[[ Available data, beginning ]]

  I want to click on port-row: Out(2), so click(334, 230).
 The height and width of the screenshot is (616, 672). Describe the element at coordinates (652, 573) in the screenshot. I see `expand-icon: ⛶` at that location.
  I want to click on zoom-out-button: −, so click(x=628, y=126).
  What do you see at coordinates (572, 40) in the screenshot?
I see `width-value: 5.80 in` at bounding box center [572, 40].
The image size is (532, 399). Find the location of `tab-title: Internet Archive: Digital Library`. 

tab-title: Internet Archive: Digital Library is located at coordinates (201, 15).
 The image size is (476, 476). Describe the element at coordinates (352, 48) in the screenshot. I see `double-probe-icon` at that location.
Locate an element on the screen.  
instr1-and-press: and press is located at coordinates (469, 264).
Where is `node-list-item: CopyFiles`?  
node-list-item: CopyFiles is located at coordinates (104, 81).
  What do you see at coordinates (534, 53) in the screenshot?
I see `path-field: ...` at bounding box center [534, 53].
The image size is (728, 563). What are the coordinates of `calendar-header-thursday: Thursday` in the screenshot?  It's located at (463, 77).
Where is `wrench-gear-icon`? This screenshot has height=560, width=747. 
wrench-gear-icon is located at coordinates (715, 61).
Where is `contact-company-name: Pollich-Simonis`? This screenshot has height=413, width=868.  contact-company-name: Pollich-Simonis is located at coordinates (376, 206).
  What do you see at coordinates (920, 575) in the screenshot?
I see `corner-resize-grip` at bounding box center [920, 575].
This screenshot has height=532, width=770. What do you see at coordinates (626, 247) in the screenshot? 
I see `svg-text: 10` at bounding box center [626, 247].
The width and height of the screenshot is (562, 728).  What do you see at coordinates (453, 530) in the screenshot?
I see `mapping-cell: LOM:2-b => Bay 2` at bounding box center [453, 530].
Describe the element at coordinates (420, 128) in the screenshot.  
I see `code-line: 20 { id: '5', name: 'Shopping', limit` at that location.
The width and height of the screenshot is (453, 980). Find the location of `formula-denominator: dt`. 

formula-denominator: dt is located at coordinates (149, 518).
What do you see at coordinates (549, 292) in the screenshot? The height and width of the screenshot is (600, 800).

[[ Available data, end ]]

> Problem requirements
Exact copies of the line with "The width and height of the screenshot is (562, 728)." and of every later line in the entries make up the whole answer.

> Exercise response
The width and height of the screenshot is (562, 728).  What do you see at coordinates (453, 530) in the screenshot?
I see `mapping-cell: LOM:2-b => Bay 2` at bounding box center [453, 530].
Describe the element at coordinates (420, 128) in the screenshot.  
I see `code-line: 20 { id: '5', name: 'Shopping', limit` at that location.
The width and height of the screenshot is (453, 980). Find the location of `formula-denominator: dt`. 

formula-denominator: dt is located at coordinates (149, 518).
What do you see at coordinates (549, 292) in the screenshot? The height and width of the screenshot is (600, 800).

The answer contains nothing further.